EXERCISE REQUIREMENTS: All of the records should be reproduced word for word, but no images may appear in the copy.

==========

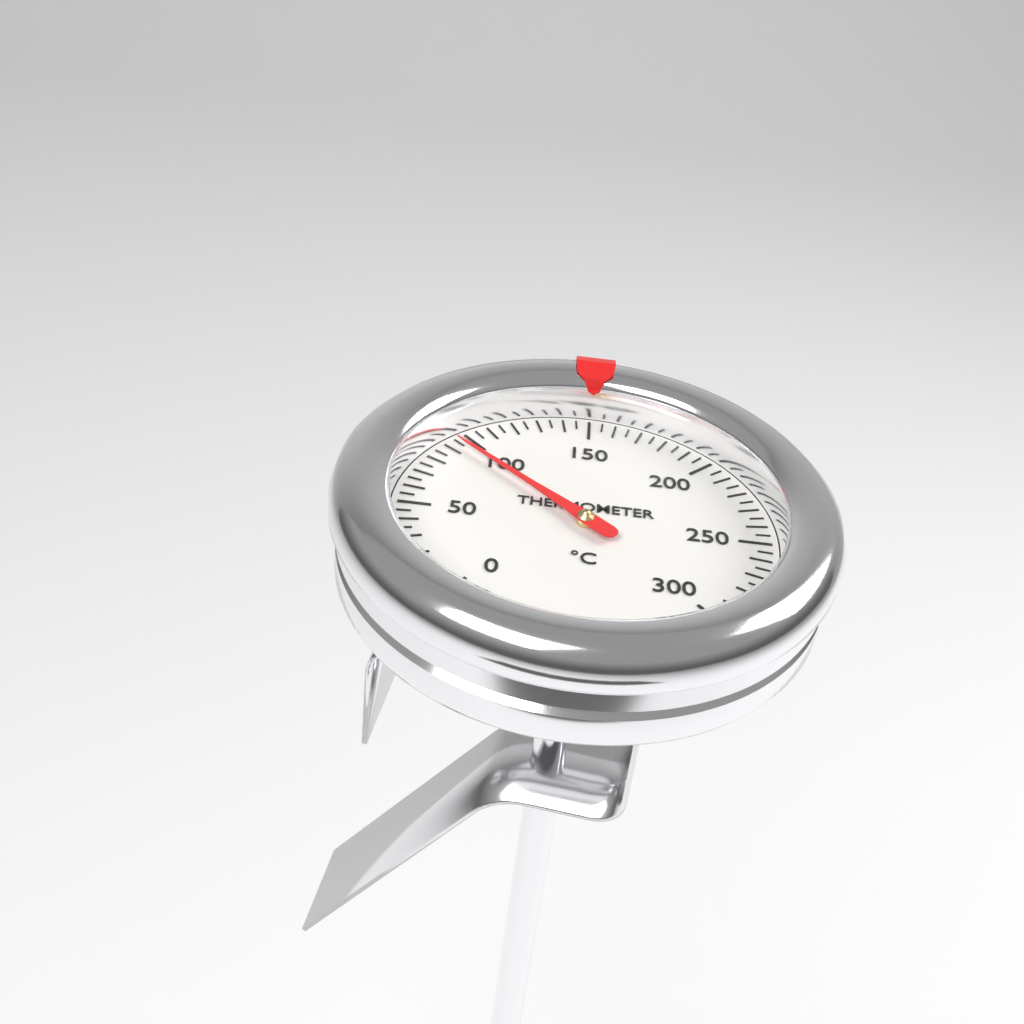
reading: 95 °C
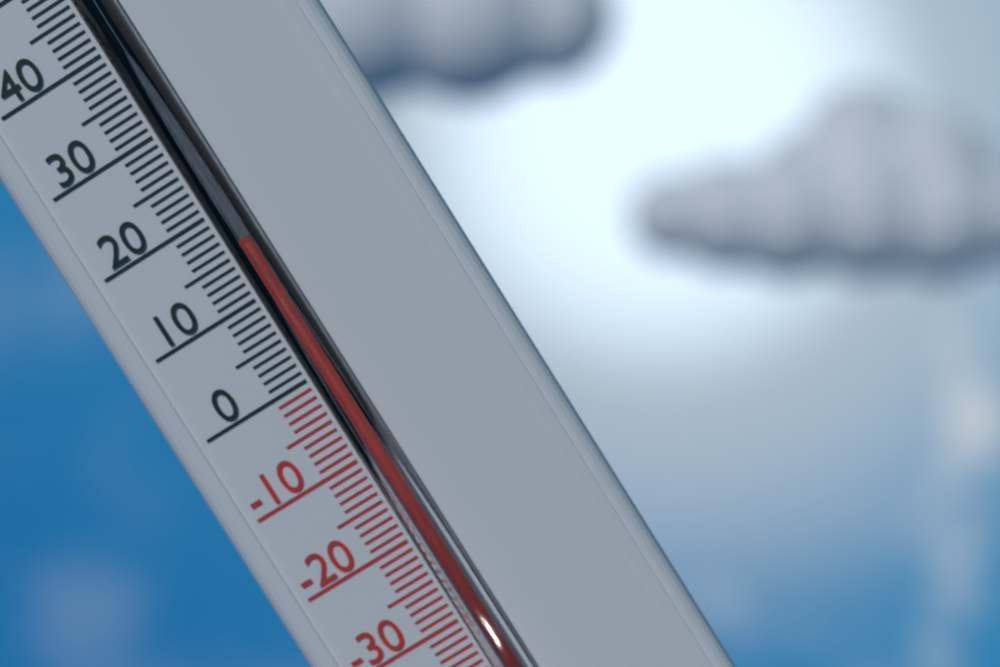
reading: 15 °C
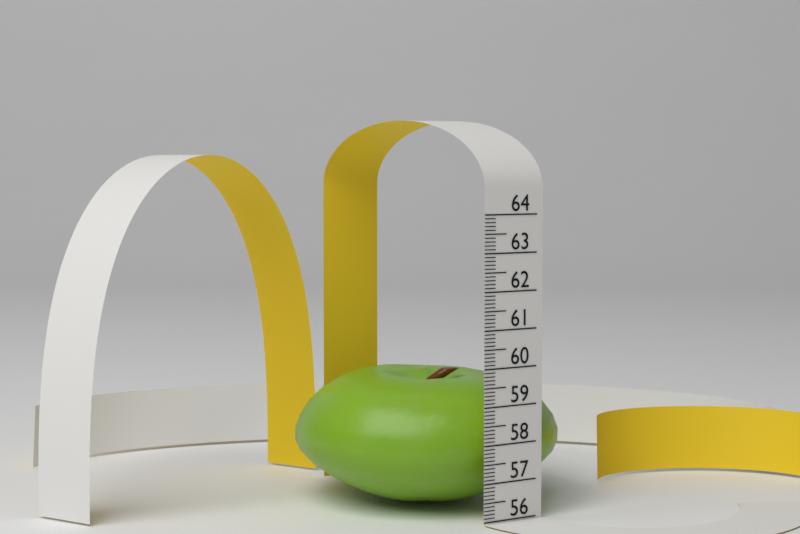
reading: 59.6 (no unit)
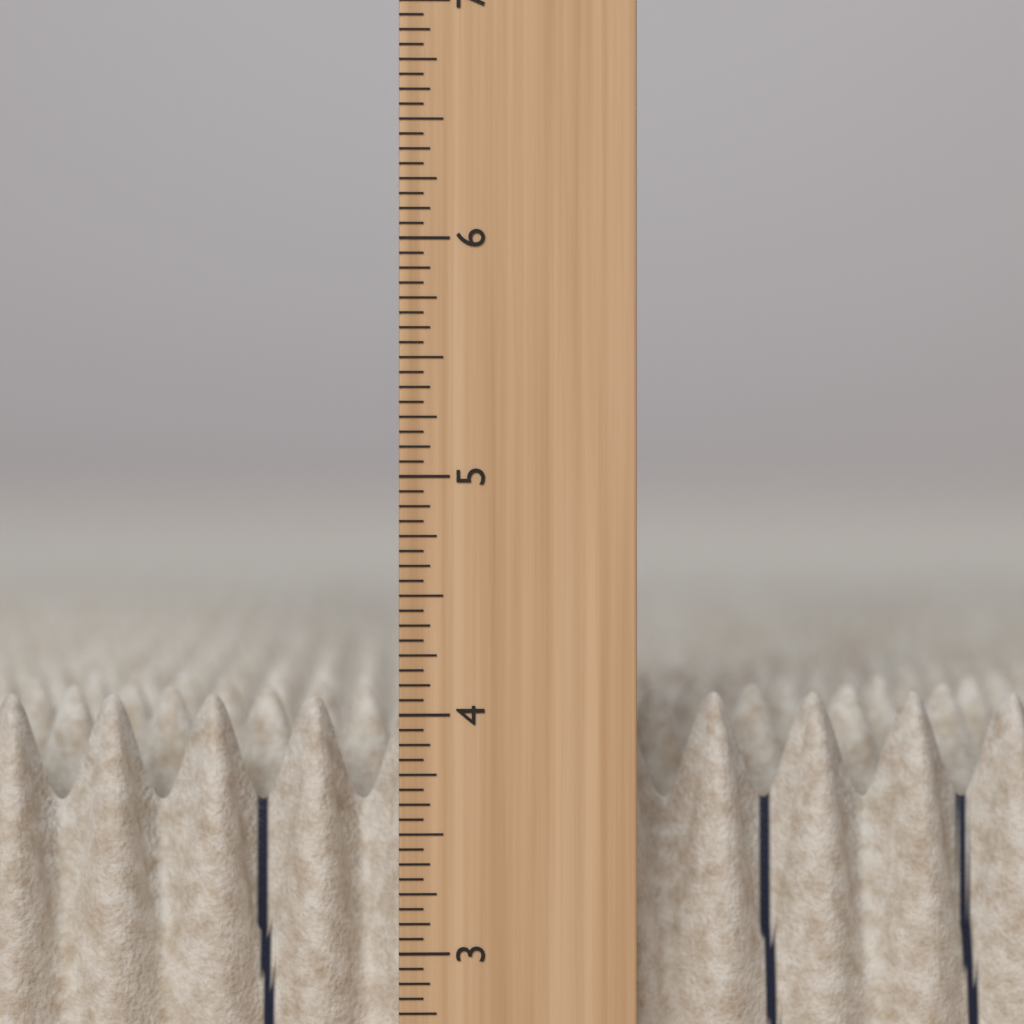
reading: 4.0625 in
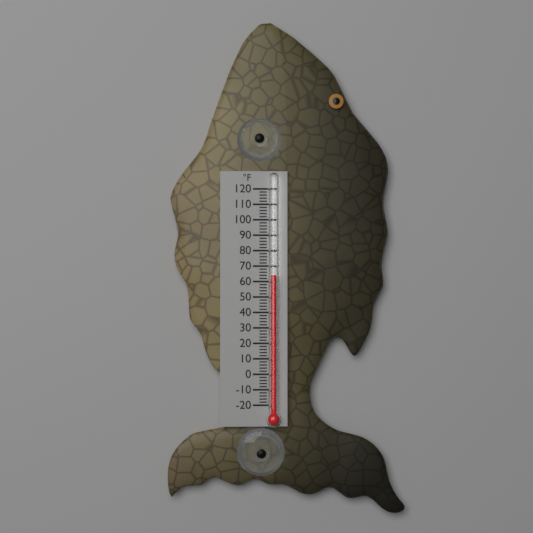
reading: 64 °F
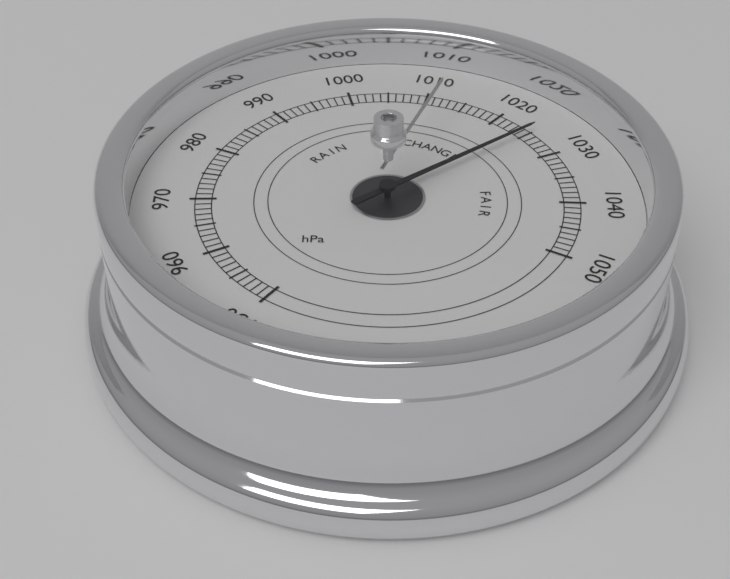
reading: 1025 hPa
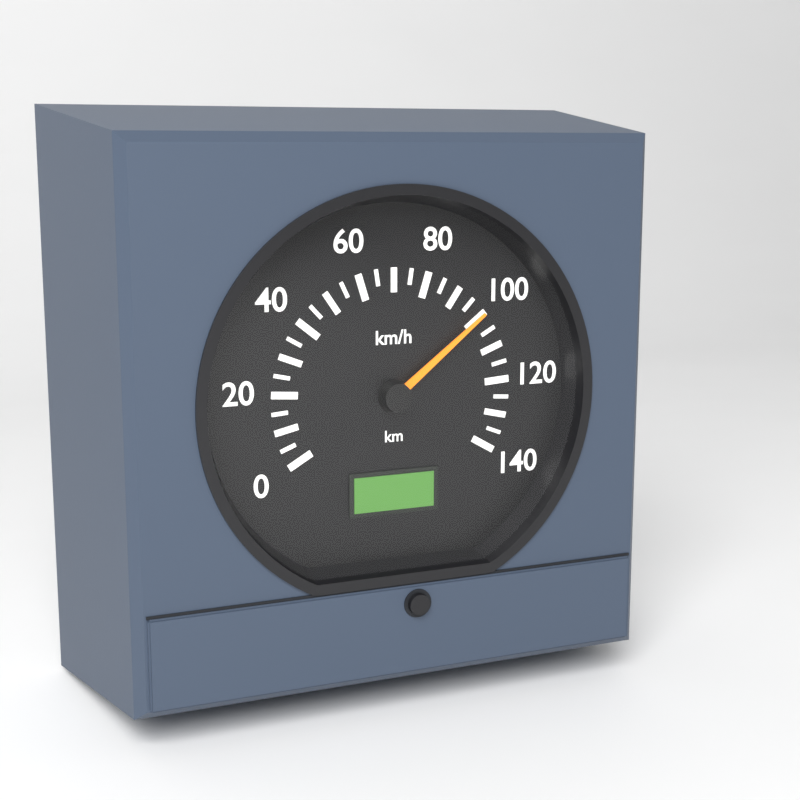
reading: 100 km/h
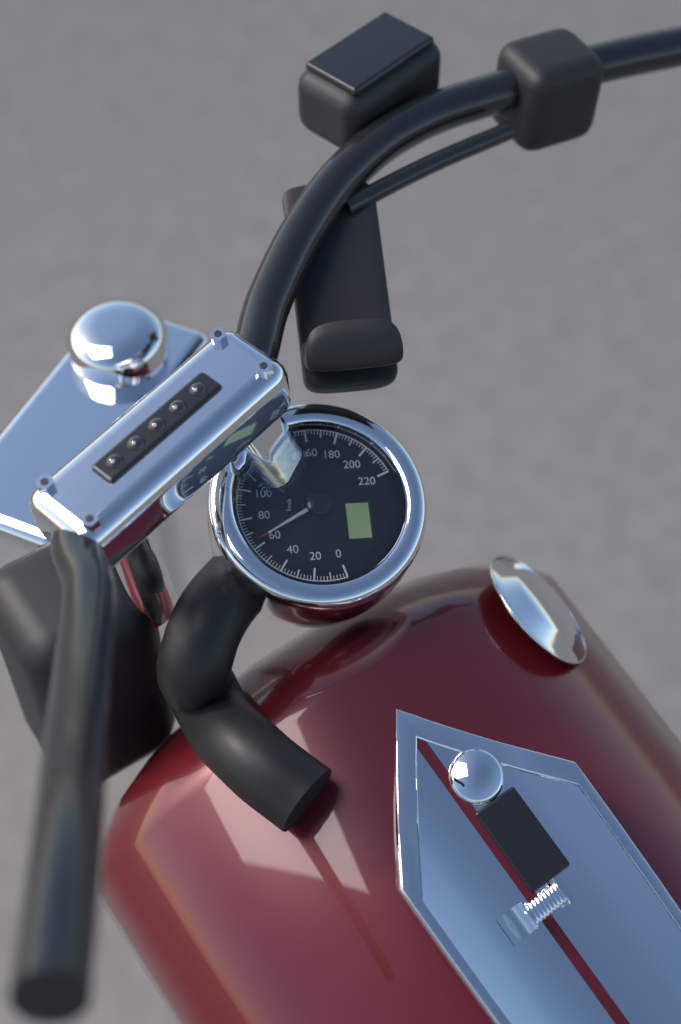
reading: 64 km/h
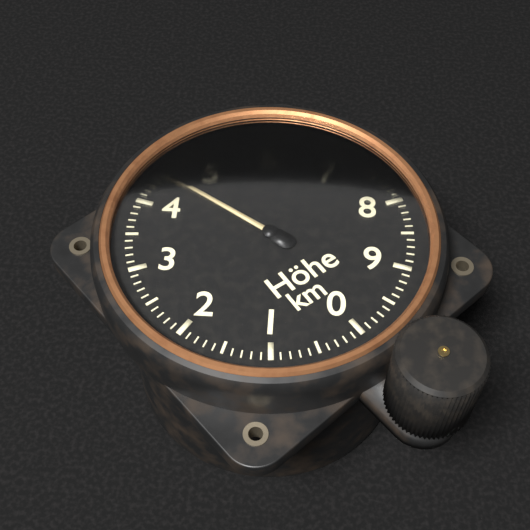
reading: 4.5 km
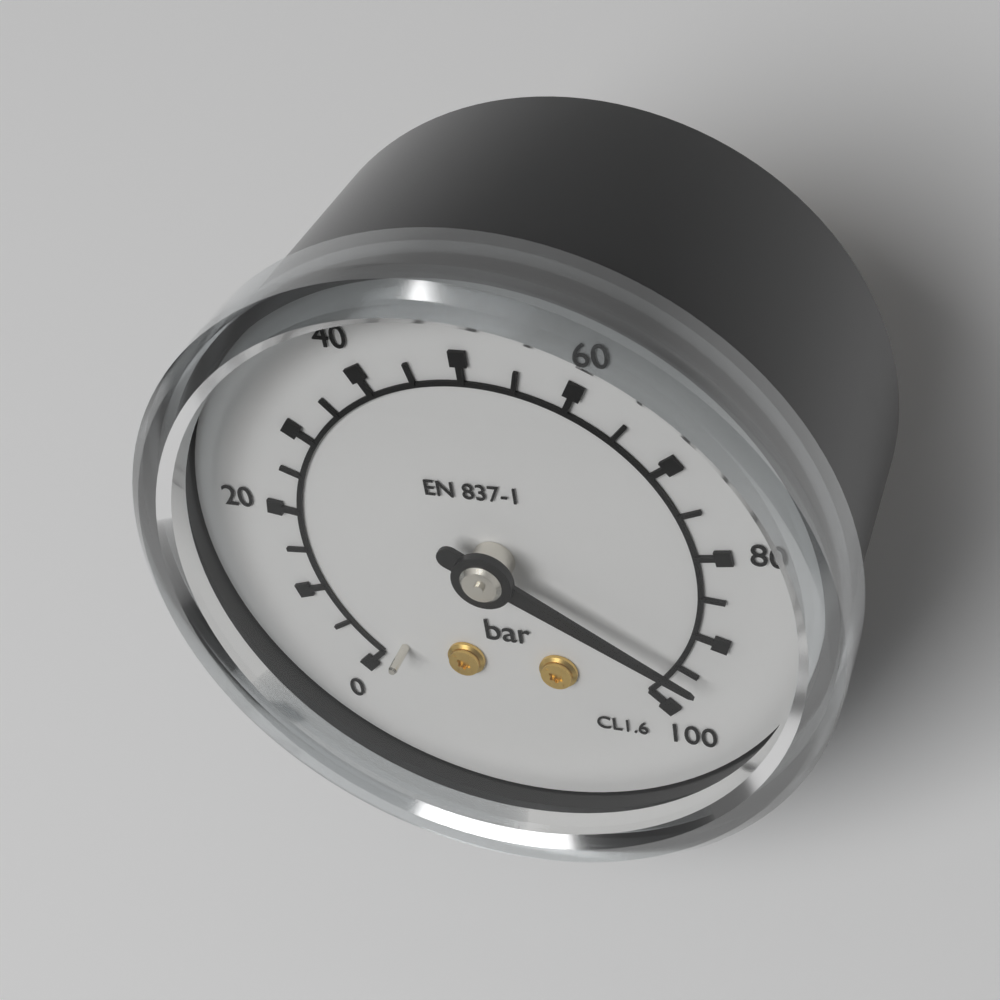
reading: 95 bar
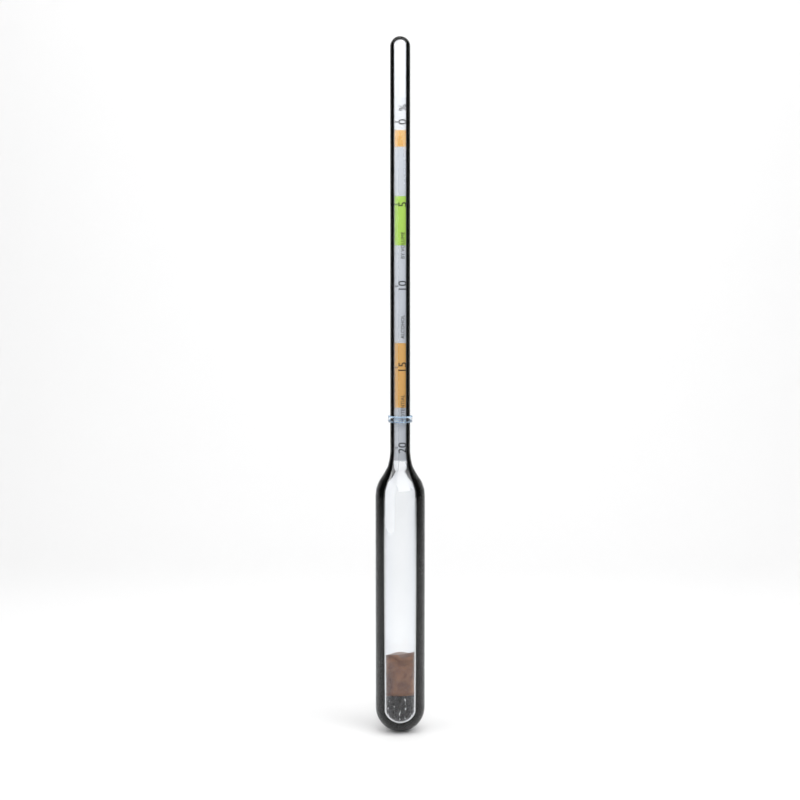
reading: 18.0 %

==========

TASK SOLUTION:
reading: 95 °C
reading: 15 °C
reading: 59.6 (no unit)
reading: 4.0625 in
reading: 64 °F
reading: 1025 hPa
reading: 100 km/h
reading: 64 km/h
reading: 4.5 km
reading: 95 bar
reading: 18.0 %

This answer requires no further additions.